Porting to 64-bit Linux
An anonymous reader writes "As 64-bit architectures continue to gain popularity it is becoming more and more important to make sure that your software is ready for the shift. IBMDeveloperworks takes a look at a few of the most common pitfalls when making sure your applications are 64-bit ready. From the article: 'Major hardware vendors have recently expanded their 64-bit offerings because of the performance, value, and scalability that 64-bit platforms can provide. The constraints of 32-bit systems, particularly the 4GB virtual memory ceiling, have spurred companies to consider migrating to 64-bit platforms. Knowing how to port applications to comply with a 64-bit architecture can help you write portable and efficient code.'"
Generally architecture changes, compiler version changes, break code on large projects. Over a million lines of code, any tiny little difference in the platform that the original developers didn't think to account for will come up *somewhere*. A good example of this is if you are dumping data structures to disk or network and write a size_t variable. Suddenly, you can no longer communicate between 32 bit and 64 bit versions of your software.
As a general rule, "just a recompile" *never happens* for any architecture and compiler change on a project above a certain size. Compiler writers break compatibility with some little ol' thing they don't think anyone is using, but which everyone is actually using in *every* version, fail to implement uncommon or difficult language features, add non standard features that other compilers don't support.
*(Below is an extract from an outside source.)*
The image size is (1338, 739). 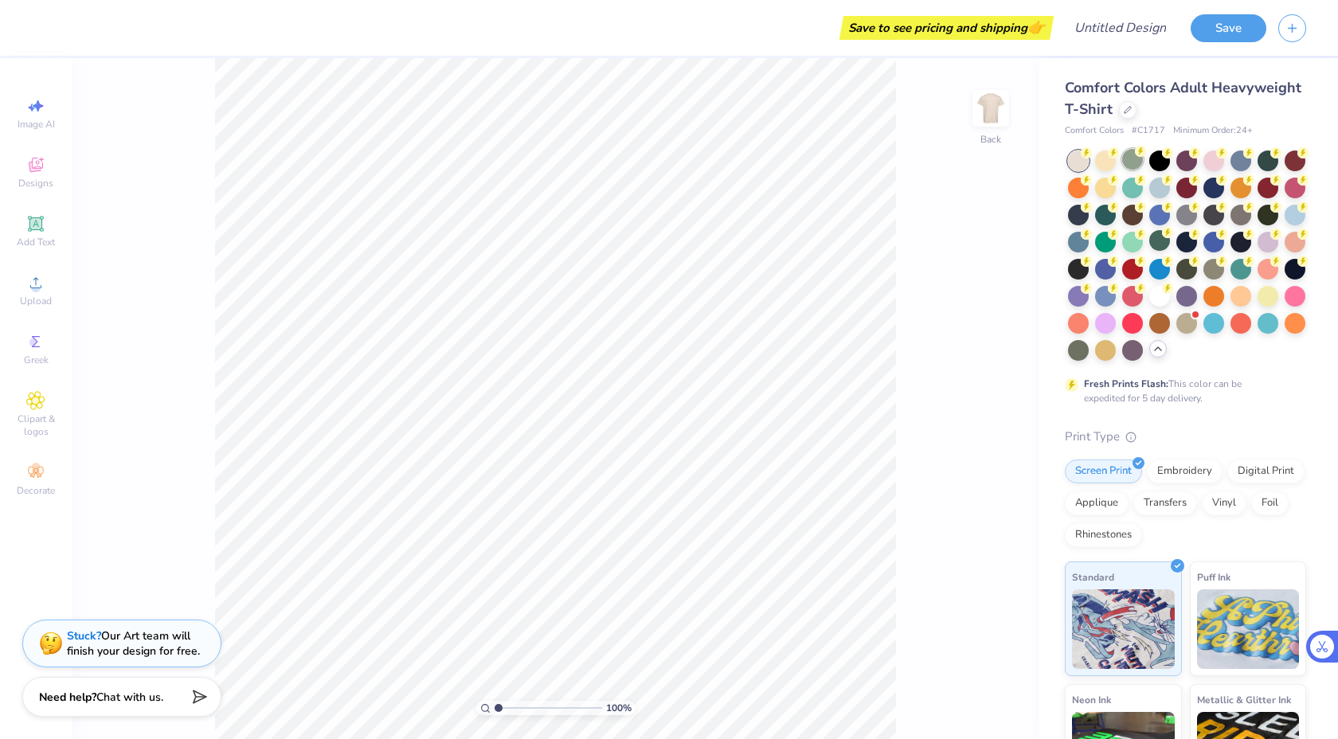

Then application developers do things like not swapping to network byte order and using architecture dependent data types (size_t as in the example). Between different unices, header file contents will change.
The fixes are often not that hard (usually trivial) to do between say versions of the same compiler, or endian switches... but they are still there and annoy the hell out off people trying to compile old open source software on a new platform, like say macosx was a few years ago and x86 64 is now. There's always growing pains.